Quality Control and Selection of Damaging Rare Variants
The quality control filters for case exome data were chosen to closely match the criteria published by gnomAD. They can be categorized as being focused on variant-specific parameters and sample-specific parameters.
The Genome Analysis Toolkit (GATK) provides many variant-specific parameters. Variants retained for analysis include those with a GATK variant quality score recalibration value of “PASS”, root mean squared of mapping quality (MQ) ≥ 20, and inbreeding coefficient < -0.3. Of the single nucleotide variants (SNVs) filtered from the WES data, we evaluated only those SNVs that lay within any coding transcript or splice sites of the 523 genes of interest. In order to ensure that the allele counts compared at each locus (single nucleotide position) are representative of each population, we only compared SNVs that have ≥ 89.5% coverage of DP ≥ 10 in both the myelomeningocele cases and the gnomAD population used as references.

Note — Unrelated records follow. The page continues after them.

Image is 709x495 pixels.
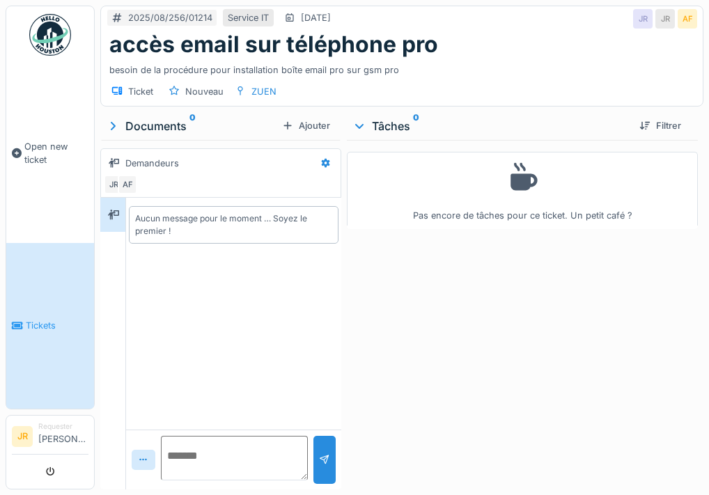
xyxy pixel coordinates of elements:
[185,85,224,98] div: Nouveau
[190,118,196,134] sup: 0
[125,157,179,170] div: Demandeurs
[678,9,698,29] div: AF
[109,58,695,77] div: besoin de la procédure pour installation boîte email pro sur gsm pro
[104,175,123,194] div: JR
[634,116,687,135] div: Filtrer
[38,422,89,452] li: [PERSON_NAME]
[38,422,89,432] div: Requester
[128,85,153,98] div: Ticket
[12,422,89,455] a: JR Requester[PERSON_NAME]
[135,213,332,238] div: Aucun message pour le moment … Soyez le premier !
[12,426,33,447] li: JR
[6,243,94,410] a: Tickets
[633,9,653,29] div: JR
[277,116,336,135] div: Ajouter
[301,11,331,24] div: [DATE]
[106,118,277,134] div: Documents
[24,140,89,167] span: Open new ticket
[118,175,137,194] div: AF
[413,118,420,134] sup: 0
[228,11,269,24] div: Service IT
[128,11,213,24] div: 2025/08/256/01214
[656,9,675,29] div: JR
[29,14,71,56] img: Badge_color-CXgf-gQk.svg
[109,31,438,58] h1: accès email sur téléphone pro
[6,63,94,243] a: Open new ticket
[26,319,89,332] span: Tickets
[353,118,629,134] div: Tâches
[356,158,689,223] div: Pas encore de tâches pour ce ticket. Un petit café ?
[252,85,277,98] div: ZUEN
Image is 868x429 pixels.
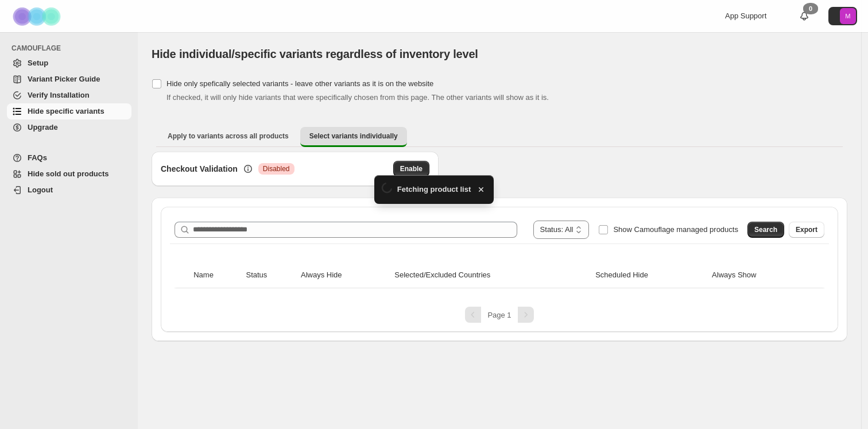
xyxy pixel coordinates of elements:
[158,127,298,145] button: Apply to variants across all products
[242,262,298,288] th: Status
[300,127,407,147] button: Select variants individually
[400,164,423,174] span: Enable
[10,1,66,32] img: Camouflage
[592,262,708,288] th: Scheduled Hide
[190,262,242,288] th: Name
[725,11,767,20] span: App Support
[7,87,132,103] a: Verify Installation
[754,225,777,234] span: Search
[152,152,848,342] div: Select variants individually
[7,55,132,72] a: Setup
[168,132,289,141] span: Apply to variants across all products
[708,262,809,288] th: Always Show
[391,262,592,288] th: Selected/Excluded Countries
[28,123,58,132] span: Upgrade
[28,107,105,115] span: Hide specific variants
[7,150,132,166] a: FAQs
[799,10,810,22] a: 0
[28,74,100,83] span: Variant Picker Guide
[298,262,391,288] th: Always Hide
[796,225,817,234] span: Export
[840,8,856,24] span: Avatar with initials M
[167,93,549,101] span: If checked, it will only hide variants that were specifically chosen from this page. The other va...
[747,222,784,238] button: Search
[845,12,851,19] text: M
[829,7,858,25] button: Avatar with initials M
[28,91,90,100] span: Verify Installation
[11,44,132,52] span: CAMOUFLAGE
[7,103,132,120] a: Hide specific variants
[7,182,132,198] a: Logout
[803,3,818,14] div: 0
[28,154,47,162] span: FAQs
[7,72,132,87] a: Variant Picker Guide
[309,132,398,141] span: Select variants individually
[167,80,433,88] span: Hide only spefically selected variants - leave other variants as it is on the website
[613,225,739,234] span: Show Camouflage managed products
[170,307,829,323] nav: Pagination
[487,311,511,320] span: Page 1
[7,120,132,135] a: Upgrade
[393,161,430,177] button: Enable
[397,183,472,196] span: Fetching product list
[28,185,52,194] span: Logout
[161,163,238,175] h3: Checkout Validation
[263,164,290,174] span: Disabled
[152,48,479,60] span: Hide individual/specific variants regardless of inventory level
[28,170,109,178] span: Hide sold out products
[28,59,48,67] span: Setup
[789,222,824,238] button: Export
[7,166,132,182] a: Hide sold out products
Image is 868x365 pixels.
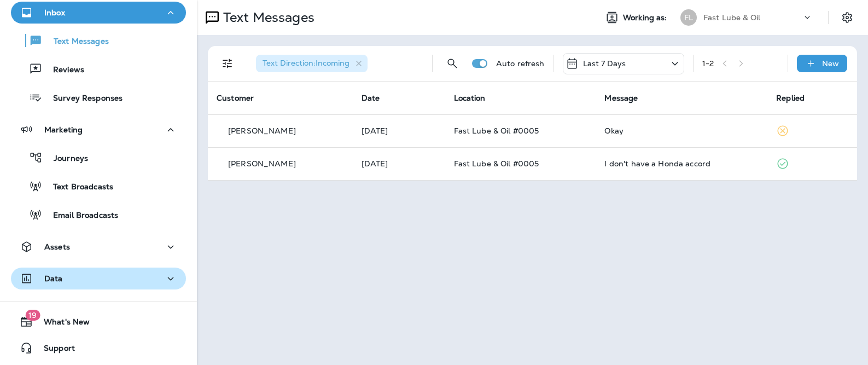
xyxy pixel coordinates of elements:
[681,9,697,26] div: FL
[11,86,186,109] button: Survey Responses
[11,118,186,141] button: Marketing
[454,126,539,135] span: Fast Lube & Oil #0005
[454,93,486,103] span: Location
[43,153,88,164] p: Journeys
[11,175,186,198] button: Text Broadcasts
[44,8,65,17] p: Inbox
[496,59,545,68] p: Auto refresh
[361,126,436,135] p: Aug 15, 2025 10:13 AM
[361,93,380,103] span: Date
[44,274,63,283] p: Data
[42,65,84,76] p: Reviews
[33,317,89,331] span: What's New
[11,236,186,257] button: Assets
[11,268,186,289] button: Data
[42,210,118,221] p: Email Broadcasts
[11,146,186,169] button: Journeys
[604,126,759,135] div: Okay
[623,13,670,22] span: Working as:
[262,58,349,68] span: Text Direction : Incoming
[361,159,436,168] p: Aug 14, 2025 10:14 AM
[219,9,314,26] p: Text Messages
[454,158,539,169] span: Fast Lube & Oil #0005
[216,53,239,74] button: Filters
[822,59,839,68] p: New
[11,311,186,332] button: 19What's New
[838,8,857,27] button: Settings
[702,59,714,68] div: 1 - 2
[11,29,186,52] button: Text Messages
[256,55,368,72] div: Text Direction:Incoming
[583,59,626,68] p: Last 7 Days
[11,57,186,80] button: Reviews
[33,343,75,357] span: Support
[11,203,186,226] button: Email Broadcasts
[44,125,83,134] p: Marketing
[11,337,186,359] button: Support
[42,94,123,104] p: Survey Responses
[604,93,638,103] span: Message
[228,159,296,168] p: [PERSON_NAME]
[25,309,40,320] span: 19
[441,53,464,74] button: Search Messages
[42,182,113,193] p: Text Broadcasts
[11,2,186,24] button: Inbox
[704,13,760,22] p: Fast Lube & Oil
[228,126,296,135] p: [PERSON_NAME]
[604,159,759,168] div: I don't have a Honda accord
[43,37,109,47] p: Text Messages
[216,93,254,103] span: Customer
[44,242,70,251] p: Assets
[776,93,805,103] span: Replied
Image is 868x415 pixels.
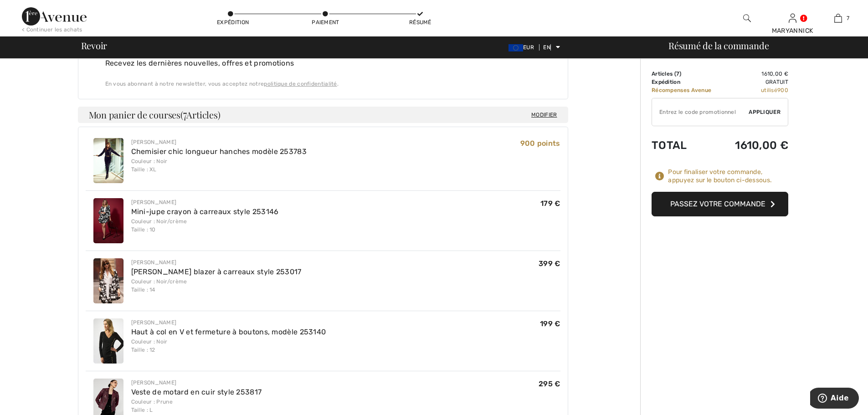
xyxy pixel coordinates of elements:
font: Recevez les dernières nouvelles, offres et promotions [106,59,294,67]
font: 179 € [540,199,560,208]
font: utilisé [761,87,777,93]
font: Résumé de la commande [669,39,769,52]
font: [PERSON_NAME] [131,199,177,206]
font: 7 [846,15,849,21]
font: Mon panier de courses [89,109,181,120]
font: 1610,00 € [735,139,788,152]
font: 295 € [539,379,560,388]
img: Euro [508,45,523,52]
font: < Continuer les achats [22,27,82,33]
font: Récompenses Avenue [651,87,711,93]
font: Taille : 14 [131,286,156,293]
font: ( [181,109,183,120]
font: EUR [523,45,534,51]
font: Passez votre commande [670,199,766,208]
font: Couleur : Noir/crème [131,278,187,284]
font: Couleur : Prune [131,399,173,405]
img: Mini-jupe crayon à carreaux style 253146 [93,198,124,243]
font: Résumé [409,19,432,26]
img: Mon sac [834,13,841,23]
font: 7 [676,70,680,77]
font: Articles) [186,109,220,120]
font: 900 points [520,139,560,148]
font: Modifier [531,112,557,118]
a: Veste de motard en cuir style 253817 [131,388,262,396]
a: Mini-jupe crayon à carreaux style 253146 [131,207,279,216]
iframe: Ouvre un widget où vous pouvez trouver plus d'informations [810,388,859,410]
font: Expédition [217,19,249,26]
font: 900 [777,87,788,93]
img: rechercher sur le site [743,13,751,23]
font: En vous abonnant à notre newsletter, vous acceptez notre [106,80,264,87]
font: 7 [183,106,187,122]
font: Revoir [81,39,107,52]
font: ) [680,70,681,77]
img: Haut à col en V et fermeture à boutons, modèle 253140 [93,318,124,363]
a: 7 [816,13,860,23]
font: EN [543,45,551,51]
font: Total [651,139,687,152]
font: Taille : 12 [131,346,156,352]
font: Articles ( [651,70,676,77]
img: Chemisier chic longueur hanches modèle 253783 [93,138,124,183]
font: 399 € [539,259,560,268]
a: Se connecter [788,13,796,23]
font: Taille : L [131,406,153,413]
input: Code promotionnel [652,98,748,126]
a: politique de confidentialité [264,80,336,87]
font: 1610,00 € [761,70,788,77]
font: Taille : XL [131,166,156,173]
a: Haut à col en V et fermeture à boutons, modèle 253140 [131,327,326,336]
font: Couleur : Noir [131,338,167,345]
font: [PERSON_NAME] [131,139,177,145]
font: Couleur : Noir [131,158,167,164]
a: Chemisier chic longueur hanches modèle 253783 [131,147,307,156]
font: Couleur : Noir/crème [131,218,187,224]
font: Paiement [311,19,339,26]
img: Manteau blazer à carreaux style 253017 [93,258,124,303]
font: [PERSON_NAME] [131,259,177,266]
a: [PERSON_NAME] blazer à carreaux style 253017 [131,267,302,276]
font: Taille : 10 [131,227,156,233]
font: . [337,80,339,87]
font: Gratuit [766,79,788,85]
img: Mes informations [788,13,796,23]
img: 1ère Avenue [22,7,87,26]
button: Passez votre commande [651,191,788,216]
font: Appliquer [748,109,780,115]
font: [PERSON_NAME] [131,379,177,385]
font: Pour finaliser votre commande, appuyez sur le bouton ci-dessous. [668,168,772,184]
font: Expédition [651,79,680,85]
font: [PERSON_NAME] [131,319,177,326]
font: MARYANNICK [772,27,813,34]
font: 199 € [540,319,560,327]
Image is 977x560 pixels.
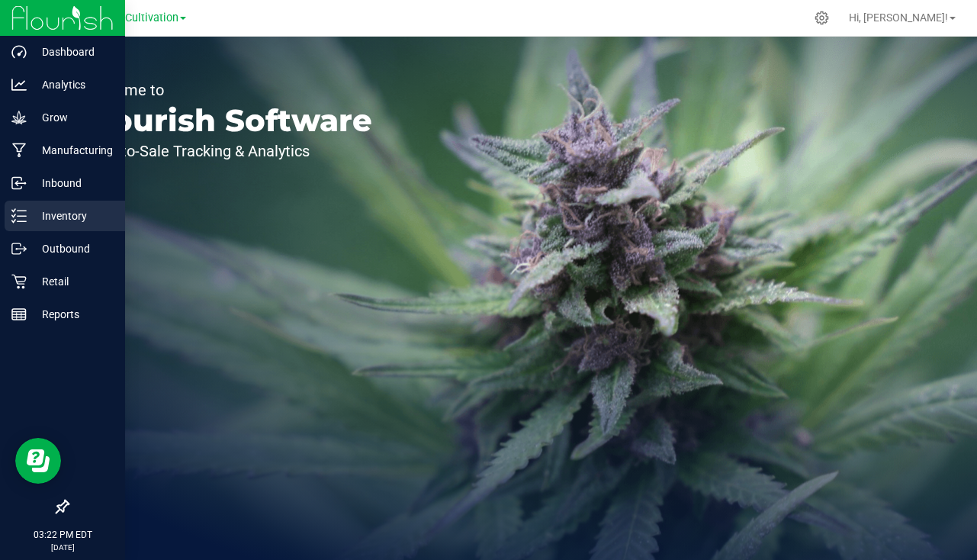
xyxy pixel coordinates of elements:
inline-svg: Manufacturing [11,143,27,158]
inline-svg: Inventory [11,208,27,224]
p: Flourish Software [82,105,372,136]
p: [DATE] [6,542,118,553]
p: Retail [27,272,118,291]
inline-svg: Analytics [11,77,27,93]
inline-svg: Inbound [11,175,27,191]
p: Welcome to [82,82,372,98]
iframe: Resource center [16,438,61,484]
p: Manufacturing [27,141,118,159]
p: Seed-to-Sale Tracking & Analytics [82,143,372,159]
p: Inbound [27,174,118,192]
span: Hi, [PERSON_NAME]! [849,11,949,24]
inline-svg: Grow [11,110,27,126]
p: Dashboard [27,43,118,61]
p: Analytics [27,75,118,93]
p: Outbound [27,239,118,258]
p: Reports [27,305,118,324]
div: Manage settings [812,11,831,25]
inline-svg: Reports [11,307,27,322]
inline-svg: Retail [11,274,27,289]
p: Inventory [27,207,118,225]
inline-svg: Dashboard [11,44,27,60]
span: Cultivation [126,11,179,25]
inline-svg: Outbound [11,241,27,257]
p: Grow [27,108,118,126]
p: 03:22 PM EDT [6,528,118,542]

The remaining quality control filters target the quality of a variant within an individual sample. We kept samples that met the following at each locus: a genotype with alternate allele depth ≥ 25%, a read depth ≥ 10, and genotype quality score ≥ 20. A variant site is considered “covered” if its position had a DP ≥ 10 in 89.5% of samples.
In addition to evaluating only high quality variants and samples in the case population, the analysis was further focused to include only variants that were rare (defined as having an allele frequency in the gnomAD control population less than 1%) and predicted to be deleterious (coding for a stop gain, stop loss, splice site missense, or having a combined annotation dependent depletion phred score greater than 20). This applies to both myelomeningocele cases and gnomAD controls. We refer to rare, deleterious variants that met the above quality control standards as “qualifying variants.”
Mutational Burden Analysis
To find any genes with higher mutational burden in a case population compared to its gnomAD control, a two-by-two table for each gene was constructed for Fisher’s exact test. The Fisher’s exact test compares the number of affected individuals and unaffected individuals from case and the control populations, where an “affected individual” is someone containing at least one RDV in the gene being evaluated and an “unaffected individual” is someone containing zero RDVs in that gene.
Individual subject data was not readily available from gnomAD. Therefore, affected and unaffected control population numbers for each gene were estimated using the Hardy-Weinberg equations which utilize the number of qualifying RDVs and the total allele number within a given gene across the gnomAD population. We tested this estimation approach by first applying it to our case population, generating Q-Q plots that all included a λ value of 2. Any λ value greater than 1 indicates overestimation of affected individuals. For the actual burden analysis, we only applied this estimation to our control data and not our case data. So, this test indicates that our estimation approach errs on the side of overestimating affected individuals in the reference population. This one-sided overestimation of affected individuals makes our analysis less likely to suggest falsely high mutational burden for genes in the case population.
A Bonferroni correction for multiple comparisons was applied in order to find any genes with significant mutational burden in the case populations. For the Bonferroni correction, the conventional alpha value 0.05 was divided by the number of genes that were compared in a population’s mutational burden analysis. The resulting Bonferroni value is a strict P value cutoff for statistical “significance”. It is important to note that genes were only compared if they harbored qualifying variants, so not all 523 original genes were ultimately compared. Regardless of the Bonferroni correction, the term “nominally significant” refers to genes with Fisher’s exact test P values ≤ 0.05.